Reason #2 -- the signing of Al Leiter. Sure, a 39-year-old pitcher who threw 5 2/3 innings per appearance last year and tired down the stretch like a miler in a marathon is not worth $7 million guaranteed. No way, no how. Unless he's a heart and soul of the team kind of guy who, despite some rumor mill miscues, provides veteran leadership and good PR to an organization lacking it entirely. You know how the Red Sox are so thick in positive image they can afford the hit of letting clubhouse guys go? Then there are the Mets. They have to sever ties with Johnny Franco, and whether or not he lugs that shell of his former self onto the mound elsewhere this season, you still have to hope he'll come back and coach the 'pen someday. Meanwhile, Al Leiter can remain as the icon, the local guy who finishes his career out with the Mets, and then slides right into the booth with Fran Healy and Keith Hernandez. We all heard him blow away Tim McCarver and Joe Buck in the ALCS; if he's not running for NJ state Senate, he should be behind the mic at the new station. You hate to make moves merely because of the crosstown rivals, for sure, but the alternative of having Leiter defect to the Yankees, give them a morale boost and a lefty arm, then roll into a job with the crappy YES team would be horrible. And since it's only a difference of a few million bucks, and you're the New York Friggin' Mets, you sign him.
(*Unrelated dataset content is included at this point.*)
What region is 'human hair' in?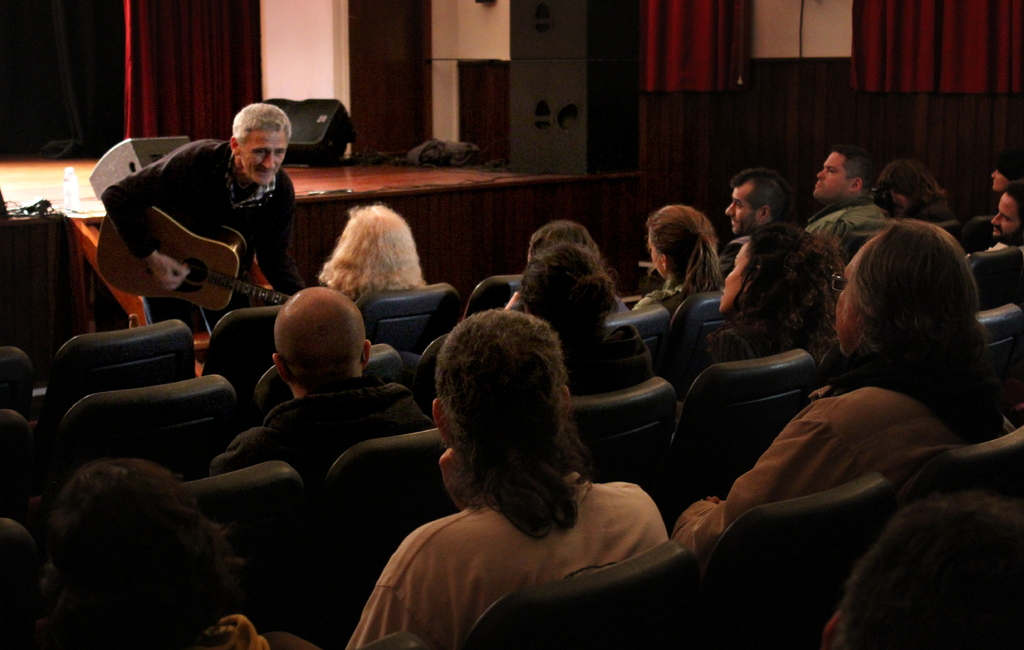
[710, 220, 843, 364].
Bringing back Leiter will mean more when another veteran presence, Mike Piazza, is absent. Piazza should be on his way to the AL straightaway; the impact of losing one of baseball's good guys, and a player who's done nothing but give his all to this franchise since he's been here, is lessened by the fact that he's been MIA for so much of the past two years. Plus, when he's been there, it's been painful to watch his defensive discomfort no matter where he plays. For his sake, trade him somewhere that he can DH and thrive, and wish him well.
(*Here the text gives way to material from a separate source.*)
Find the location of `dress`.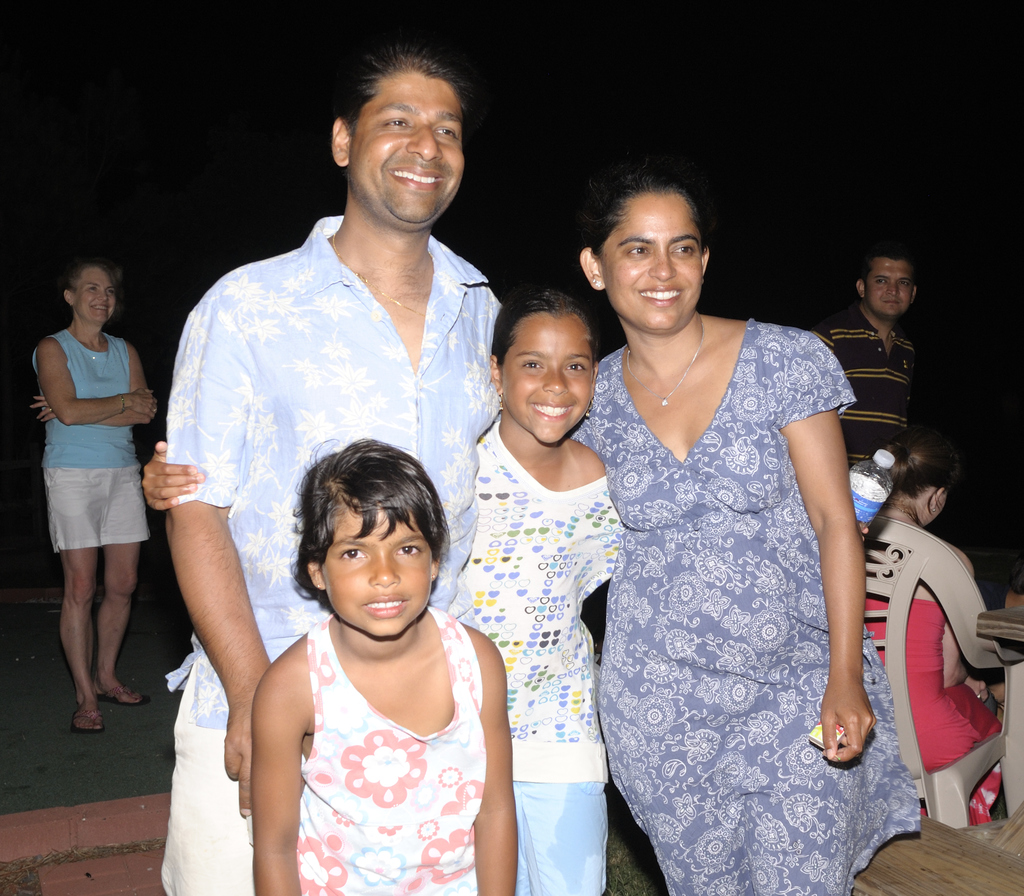
Location: rect(594, 255, 890, 870).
And finally, since I'm offering all of the solutions here, go after two more big names. Wait out the Boras BS, and be there when serious deals get inked. Don't be the A-Rod Rangers, but be the Vlad Angels or the Tejada O's. Pay a little more than market value without embarrassing yourself. Pursue Delgado and Pavano, or Beltran and Clement, or, if you have to (please no), Pedro and Magglio. Don't pursue Cabrera; consider your assets assets and not trade bait. Keep young, cheap talents in house. Trade at the deadline if you're in contention, but right now be a free agent grabber. Mostly, learn from the mistakes of the past, and that past includes the gun-shy, timid approach of the last two seasons, not just the overspending, underscouting mistakes of the years prior. Keep in mind that an awful lot of bad luck has accompanied the idiocy of the Mets of 2002-2004, so roll some dice and be a player. Boy, am I tired of the fact that every criticism of the economics of baseball needs to be asterisked with the acknowledgement that the New York Mets are the exception to the rule that money buys championship teams. The Mets are among the privileged; let's take some benefits along with the stigma.
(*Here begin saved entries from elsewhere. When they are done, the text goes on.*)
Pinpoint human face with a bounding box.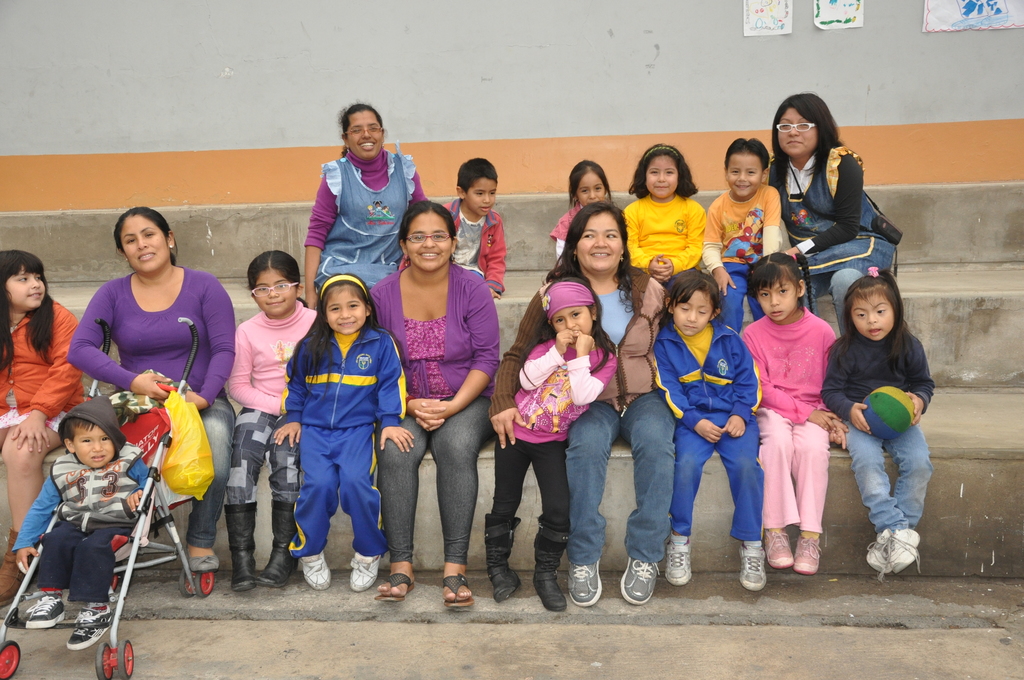
<box>343,111,386,158</box>.
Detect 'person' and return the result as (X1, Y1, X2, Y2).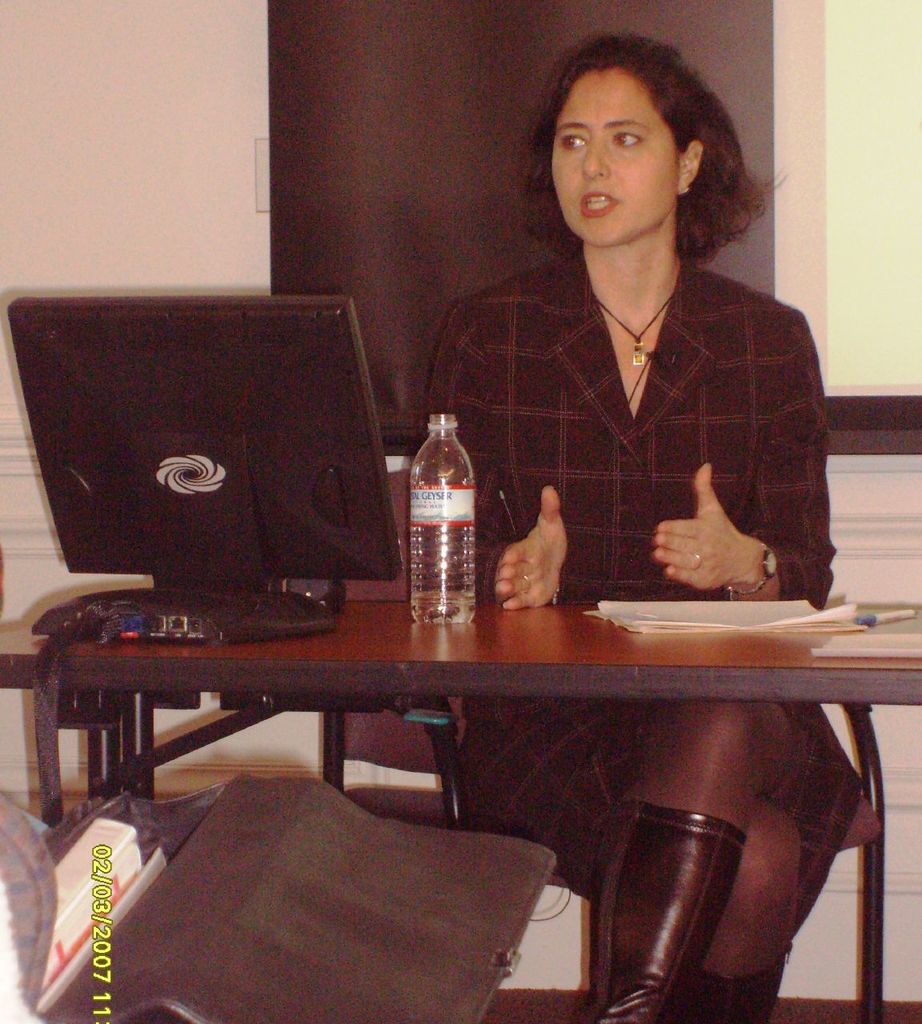
(425, 28, 865, 1023).
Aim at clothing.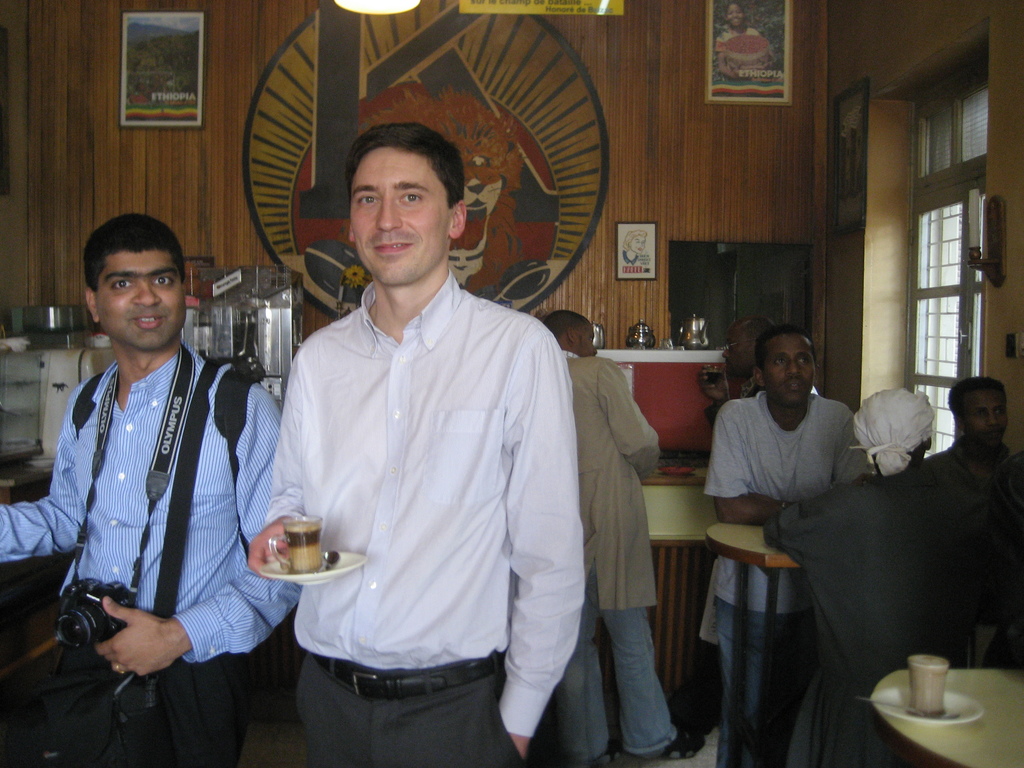
Aimed at region(707, 589, 824, 767).
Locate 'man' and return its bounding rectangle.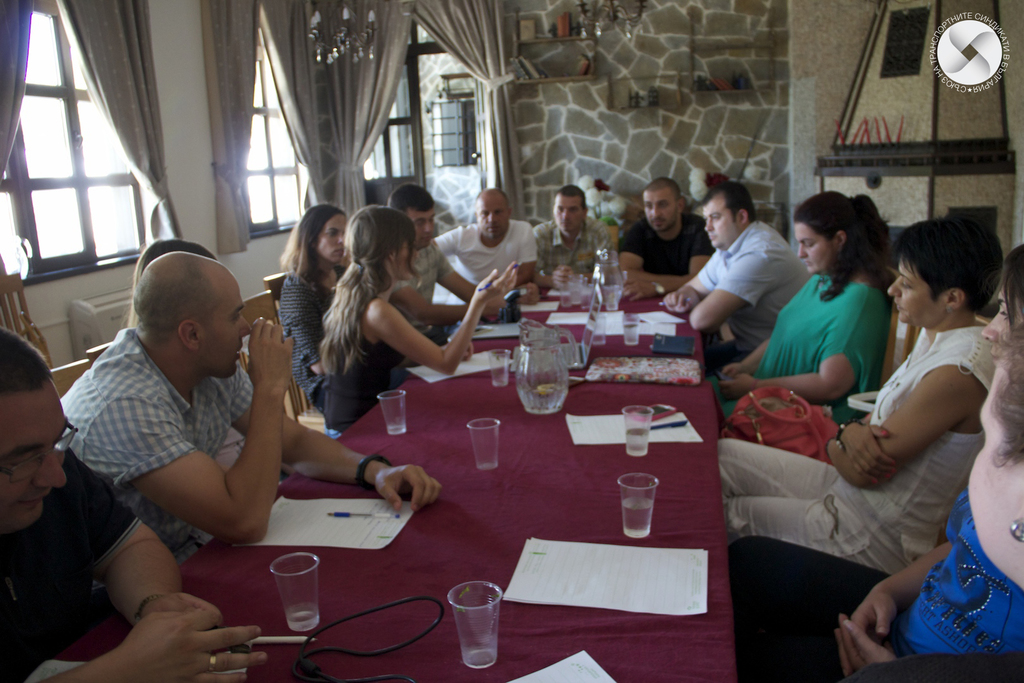
crop(63, 248, 442, 570).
Okay, that's enough. I can't go on for much longer pretending I don't abhor Sammy Sosa and the faux-cuddly image that belies an increasingly obvious total bastard. [Wow, that manifested itself pretty nastily once I let it out.] I don't believe in Omar Minaya making a blockbuster deal just "to make a big splash," but I believe in making wholesale changes to a 71-91 team, dumping the chaff in one fell swoop, and taking calculated risks that might irritate now and gratify later, rather than something that's a slow seep from mildly appeasing to mildly displeasing. I'm still not sure if I can truly get behind this Sosa deal, but doesn't it sound like I can talk myself into yet another Met decision once it happens? I'm such a sad sucker.